What needs to change, but where I see the two worlds (if anything) diverging, is for academic research to feed faster into practice. This has been a bug bear for me for a long time, and in the area of Big Data this is even more important than before. Loads of practitioners are active in the field, but not necessarily armoured with the full set of weaponry required to acquire, store, manipulate and analyse the data efficiently and often hampered by timescales and the pressure to succeed. There are some amazing facilities out there in academia, such as the Leeds Institute for Data Analytics or the Urban Big Data centre in Glasgow, with much better IT and, most importantly, much better skills, but I cannot give you any examples where these have been used for tangible practical benefit.

What is the greatest challenge in modelling?

It is sad, but I am convinced that we still don’t fully understand how people make their travel decisions. We do a more than adequate job by representing them as rational, by assuming they know about their alternative choices, by segmenting them on the basis of income or car ownership or family status. But reality is quite a lot more complex. And when we start to understand about this complexity, we inevitably have to simplify behaviour back to a level that can be accommodated by our current modelling framework, either because it’s so much more convenient or because the implications for run times.

That is our second challenge. When I started my career, a typical model took an overnight to run. These days, 30 years later, we are lucky if they run as fast as that. Any computational speed-ups have been more than counterbalanced by increased model size and further complexity. For us as modellers to contribute meaningfully to debate and decision-making our models must become faster rather than more complex. I would guess that for scenario-testing converged model runs should take no more than 2 hours.

What has been the greatest change in your career?

I started work in 1985.  Network modelling was done on mainframes. Equilibrium modelling was in its infancy – many models were all-or-nothing. Virtually every model was car-only. Outputs were large reams of numerical printouts.

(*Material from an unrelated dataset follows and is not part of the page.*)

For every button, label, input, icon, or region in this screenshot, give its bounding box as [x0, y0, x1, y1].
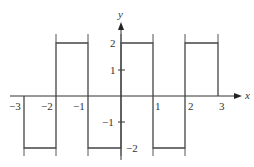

It is easy to forget how far we have come in those 30 years. Younger modellers probably don’t realise that what we now take for granted as good practice was not that common even around the turn of the Century. Urban models by default are now multi-modal.  Junction modelling is a given (BTW – SATURN was ahead of its time in that respect).  No self-respecting modeller now produces outputs without a proper background map using GIS. We have got so much better at explaining our models and model results to non-experts despite many of our colleagues still considering that models are expensive, opaque and often irrelevant for decision-making. We are a much stronger profession than when I started; and in that context it is gratifying that a growing number of modellers obtain the Transport Planning Professional qualification.